Search This Blog

Thursday, November 18, 2010

Can I login into you?

Doesn't really matter whether you say yes or no today because it's only AD 2010. But we are not far from the days where you would say "I can't believe that my best friend wanted to login into me during the blind date she set up for me!"

What does logging into you really mean? For starters, it's a way for others to see and hear exactly what you are seeing and hearing in real time. It can also include advanced features such as ability for others to observe what you are feeling in realtime by studying your body temperature, heart rate, brain activity patterns, etc. You get the idea.

No. I'm not smoking pot and I think it's a real scenario from a not so distant future. Five billion people on this planet today have cellphones and very soon more than half of them will be capable of taking a photo or video with the cellphone. Imagine a technology that can shoot and transmit stereo HD video with voice in realtime embedded into these devices you own. Anyone who has access to this realtime video is kind of logging into you.

Do you want to guess the industry that would first invest in such a technology. Yes, you guessed it right. It's the industry that still accounts to more than 30% of rich media content on the Internet. Porn.

Now sit back and imagine what you would do with such a technology. Login into your favorite Hollywood star, login into your friend for her wedding instead of attending the celebrations, login into the archives of yourself form your past, login into the that guy having...

PS: Apple already have several patents on "automated mood recognition" for handheld devices.

Friday, November 5, 2010

How well do you know yourself?

What would you say if someone asks you "Hey! What kind of person are you"? Not in an interview, but in an honest situation probably after a few drinks. And what do you think your friends would say about you? Not in front of you but at those parties that you missed or even better at that dinner your were not invited to.

Do things you say about you match with the things your friends say about you? You might think that you are very close to people and your friends think that you are too intrusive. It gets complex when you expand beyond friends. Your hiking partner might perceive you as a dare devil and your boss perceives you as exceptionally risk averse. Conflicting views huh!

Does this mean that we have multiple personalities? May be it just suggests that the perception of your personality varies on who you talk with - thyself, your friends, your family, your boss and so on.


Wouldn't it be nice to know how people perceive you? Corporations spend millions of dollars to answer this. Why can't we as individuals start thinking in those lines?

End of the day, I think it would be an interesting world if you can know thyself as people know you. Here's your business idea - develop a software application that asks your friends (from Facebook?) to define your personality type and presents you with anonymous results. Any investors or software geeks who want to take a stab at this? The dating sites can benefit from such an application. They still make a match based on who you think you are and not based on who you really are (those eHarmony ads!).

PS: Blogged from Acela train (yeah! it finally has wifi) on route to Boston from NYC, after looking at this stranger sitting in the next row on who I almost had a “personality opinion”.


EXERCISE BRIEF » If a line of the entries below includes the word "Security", it counts; state the total and nothing further.

Collected data entries:
════

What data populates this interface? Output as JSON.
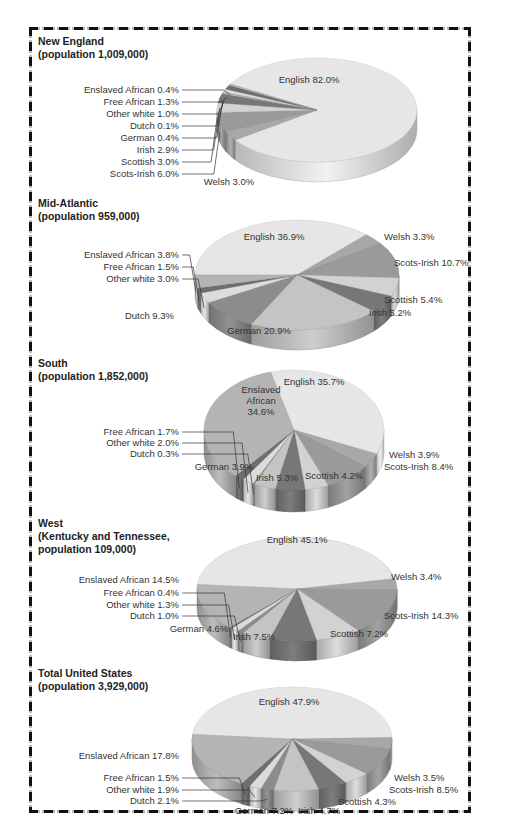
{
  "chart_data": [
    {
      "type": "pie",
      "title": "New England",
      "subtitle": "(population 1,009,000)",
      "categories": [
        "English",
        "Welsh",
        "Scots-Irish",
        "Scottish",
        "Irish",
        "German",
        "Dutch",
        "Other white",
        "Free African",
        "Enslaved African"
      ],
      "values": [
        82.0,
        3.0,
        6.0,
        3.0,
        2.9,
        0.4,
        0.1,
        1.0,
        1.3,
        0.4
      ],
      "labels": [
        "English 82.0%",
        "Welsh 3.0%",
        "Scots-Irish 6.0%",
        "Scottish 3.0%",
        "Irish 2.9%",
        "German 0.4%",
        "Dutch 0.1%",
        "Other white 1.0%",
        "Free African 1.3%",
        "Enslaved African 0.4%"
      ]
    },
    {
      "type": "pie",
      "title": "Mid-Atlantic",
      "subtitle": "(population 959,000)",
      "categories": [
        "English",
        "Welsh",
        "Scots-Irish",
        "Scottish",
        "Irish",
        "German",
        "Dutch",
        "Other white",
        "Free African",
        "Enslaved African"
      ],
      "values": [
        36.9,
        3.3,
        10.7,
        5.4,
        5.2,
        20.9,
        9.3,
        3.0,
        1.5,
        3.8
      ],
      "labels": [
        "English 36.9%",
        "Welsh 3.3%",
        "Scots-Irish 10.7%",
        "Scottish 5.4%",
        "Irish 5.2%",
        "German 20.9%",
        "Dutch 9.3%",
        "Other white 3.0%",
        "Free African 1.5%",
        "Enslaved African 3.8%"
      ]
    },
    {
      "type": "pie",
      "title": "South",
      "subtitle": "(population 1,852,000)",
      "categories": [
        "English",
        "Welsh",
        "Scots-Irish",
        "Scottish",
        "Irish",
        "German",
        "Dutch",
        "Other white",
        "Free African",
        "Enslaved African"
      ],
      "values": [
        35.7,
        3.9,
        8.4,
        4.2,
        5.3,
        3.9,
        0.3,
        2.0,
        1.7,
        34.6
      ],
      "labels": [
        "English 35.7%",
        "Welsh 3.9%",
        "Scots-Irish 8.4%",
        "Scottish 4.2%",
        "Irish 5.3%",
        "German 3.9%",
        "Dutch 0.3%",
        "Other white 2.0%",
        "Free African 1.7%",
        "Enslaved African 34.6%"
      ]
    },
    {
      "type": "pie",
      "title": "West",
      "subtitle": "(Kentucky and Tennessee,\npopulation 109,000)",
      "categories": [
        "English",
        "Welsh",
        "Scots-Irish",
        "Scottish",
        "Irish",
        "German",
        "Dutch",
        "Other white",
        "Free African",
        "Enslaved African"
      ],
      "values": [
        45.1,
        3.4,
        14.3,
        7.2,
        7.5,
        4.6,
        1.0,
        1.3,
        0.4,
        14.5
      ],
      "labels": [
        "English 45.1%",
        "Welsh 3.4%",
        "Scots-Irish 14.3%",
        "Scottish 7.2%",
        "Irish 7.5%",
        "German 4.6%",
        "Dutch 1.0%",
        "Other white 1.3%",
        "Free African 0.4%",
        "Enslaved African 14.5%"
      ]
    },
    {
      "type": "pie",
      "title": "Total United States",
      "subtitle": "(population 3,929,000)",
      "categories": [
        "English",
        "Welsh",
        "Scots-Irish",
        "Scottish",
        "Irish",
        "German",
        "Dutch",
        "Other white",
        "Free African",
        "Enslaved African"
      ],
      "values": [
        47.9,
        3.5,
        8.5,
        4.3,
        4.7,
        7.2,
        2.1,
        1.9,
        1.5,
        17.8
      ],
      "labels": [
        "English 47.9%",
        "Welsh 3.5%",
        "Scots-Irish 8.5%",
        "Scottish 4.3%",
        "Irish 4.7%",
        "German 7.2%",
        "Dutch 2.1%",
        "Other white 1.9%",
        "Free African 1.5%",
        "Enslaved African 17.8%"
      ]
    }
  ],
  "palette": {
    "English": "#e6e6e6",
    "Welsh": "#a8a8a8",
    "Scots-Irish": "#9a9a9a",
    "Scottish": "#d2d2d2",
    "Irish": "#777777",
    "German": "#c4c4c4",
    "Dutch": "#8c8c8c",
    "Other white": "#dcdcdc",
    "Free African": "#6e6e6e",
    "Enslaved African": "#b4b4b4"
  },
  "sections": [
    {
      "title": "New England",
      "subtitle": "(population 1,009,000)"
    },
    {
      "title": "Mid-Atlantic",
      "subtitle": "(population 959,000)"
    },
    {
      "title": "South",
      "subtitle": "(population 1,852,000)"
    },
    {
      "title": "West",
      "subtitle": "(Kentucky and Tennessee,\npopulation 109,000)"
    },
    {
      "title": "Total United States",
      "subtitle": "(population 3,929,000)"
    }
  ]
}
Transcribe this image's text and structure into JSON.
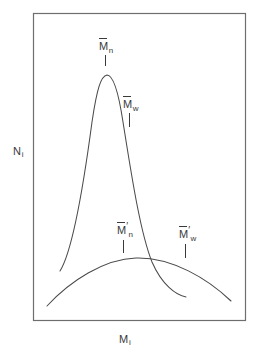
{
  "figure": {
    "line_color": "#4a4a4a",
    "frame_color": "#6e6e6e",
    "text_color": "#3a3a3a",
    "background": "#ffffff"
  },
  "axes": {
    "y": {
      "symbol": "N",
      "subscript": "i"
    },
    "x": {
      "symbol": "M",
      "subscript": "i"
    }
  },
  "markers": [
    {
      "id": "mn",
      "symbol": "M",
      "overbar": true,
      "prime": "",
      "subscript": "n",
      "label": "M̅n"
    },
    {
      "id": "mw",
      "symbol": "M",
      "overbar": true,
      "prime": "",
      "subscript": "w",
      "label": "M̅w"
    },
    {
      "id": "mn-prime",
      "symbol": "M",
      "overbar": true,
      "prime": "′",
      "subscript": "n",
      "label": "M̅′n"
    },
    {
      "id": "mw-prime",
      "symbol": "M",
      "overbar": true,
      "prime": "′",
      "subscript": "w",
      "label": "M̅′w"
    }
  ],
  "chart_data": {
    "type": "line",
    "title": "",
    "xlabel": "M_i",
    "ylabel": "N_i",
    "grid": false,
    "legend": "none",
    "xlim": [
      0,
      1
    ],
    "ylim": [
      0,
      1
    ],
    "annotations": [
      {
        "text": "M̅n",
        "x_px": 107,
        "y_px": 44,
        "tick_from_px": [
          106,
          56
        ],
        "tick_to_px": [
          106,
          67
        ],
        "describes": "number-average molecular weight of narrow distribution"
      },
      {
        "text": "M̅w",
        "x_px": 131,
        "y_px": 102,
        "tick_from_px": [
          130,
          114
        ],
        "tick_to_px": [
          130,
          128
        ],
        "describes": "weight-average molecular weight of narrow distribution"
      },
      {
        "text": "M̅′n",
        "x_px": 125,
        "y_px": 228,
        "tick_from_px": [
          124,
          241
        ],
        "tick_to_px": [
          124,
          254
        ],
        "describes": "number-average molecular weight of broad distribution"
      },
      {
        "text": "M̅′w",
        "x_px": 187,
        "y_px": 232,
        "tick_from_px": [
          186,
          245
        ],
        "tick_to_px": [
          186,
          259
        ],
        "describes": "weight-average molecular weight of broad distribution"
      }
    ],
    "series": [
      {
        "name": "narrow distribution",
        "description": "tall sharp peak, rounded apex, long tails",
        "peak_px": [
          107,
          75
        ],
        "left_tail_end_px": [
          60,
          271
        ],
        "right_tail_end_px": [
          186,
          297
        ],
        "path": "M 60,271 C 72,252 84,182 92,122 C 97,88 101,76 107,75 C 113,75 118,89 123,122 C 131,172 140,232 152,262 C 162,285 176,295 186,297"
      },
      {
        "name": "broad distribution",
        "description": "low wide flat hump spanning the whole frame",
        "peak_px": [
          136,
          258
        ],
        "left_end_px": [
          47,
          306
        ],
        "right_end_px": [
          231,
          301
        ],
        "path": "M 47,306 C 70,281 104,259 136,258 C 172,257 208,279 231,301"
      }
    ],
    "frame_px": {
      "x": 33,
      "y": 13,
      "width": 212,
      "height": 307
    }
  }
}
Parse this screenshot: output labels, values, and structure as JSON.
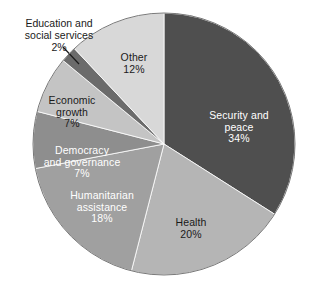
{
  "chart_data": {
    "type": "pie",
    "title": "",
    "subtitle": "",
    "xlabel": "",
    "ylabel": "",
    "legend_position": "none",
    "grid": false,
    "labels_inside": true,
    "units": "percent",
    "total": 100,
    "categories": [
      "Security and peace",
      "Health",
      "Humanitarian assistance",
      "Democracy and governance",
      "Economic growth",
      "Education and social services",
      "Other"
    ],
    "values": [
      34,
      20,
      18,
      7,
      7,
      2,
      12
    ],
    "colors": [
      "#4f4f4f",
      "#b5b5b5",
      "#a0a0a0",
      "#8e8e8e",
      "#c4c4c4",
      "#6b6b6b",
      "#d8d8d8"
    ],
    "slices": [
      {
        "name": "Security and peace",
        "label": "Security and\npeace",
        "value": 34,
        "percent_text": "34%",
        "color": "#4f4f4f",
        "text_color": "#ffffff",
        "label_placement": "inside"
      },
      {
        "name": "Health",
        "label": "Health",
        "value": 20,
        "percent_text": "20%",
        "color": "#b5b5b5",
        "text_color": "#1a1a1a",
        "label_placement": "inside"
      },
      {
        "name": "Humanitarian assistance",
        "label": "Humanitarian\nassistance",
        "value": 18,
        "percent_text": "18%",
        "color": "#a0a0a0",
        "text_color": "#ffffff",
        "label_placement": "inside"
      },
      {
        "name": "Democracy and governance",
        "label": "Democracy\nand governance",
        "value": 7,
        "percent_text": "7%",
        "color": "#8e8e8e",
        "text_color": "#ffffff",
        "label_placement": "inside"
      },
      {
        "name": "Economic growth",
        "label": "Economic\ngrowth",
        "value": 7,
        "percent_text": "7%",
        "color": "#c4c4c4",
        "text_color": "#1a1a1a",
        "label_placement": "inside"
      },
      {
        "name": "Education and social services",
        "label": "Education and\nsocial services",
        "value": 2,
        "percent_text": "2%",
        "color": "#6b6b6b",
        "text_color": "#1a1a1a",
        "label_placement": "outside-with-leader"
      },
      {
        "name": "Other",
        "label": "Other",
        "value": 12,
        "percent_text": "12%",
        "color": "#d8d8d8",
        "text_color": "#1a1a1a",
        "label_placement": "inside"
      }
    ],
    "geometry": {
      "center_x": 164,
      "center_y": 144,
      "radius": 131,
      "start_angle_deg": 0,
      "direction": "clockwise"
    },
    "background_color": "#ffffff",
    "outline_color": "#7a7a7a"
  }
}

════

EXERCISE RESULT » 3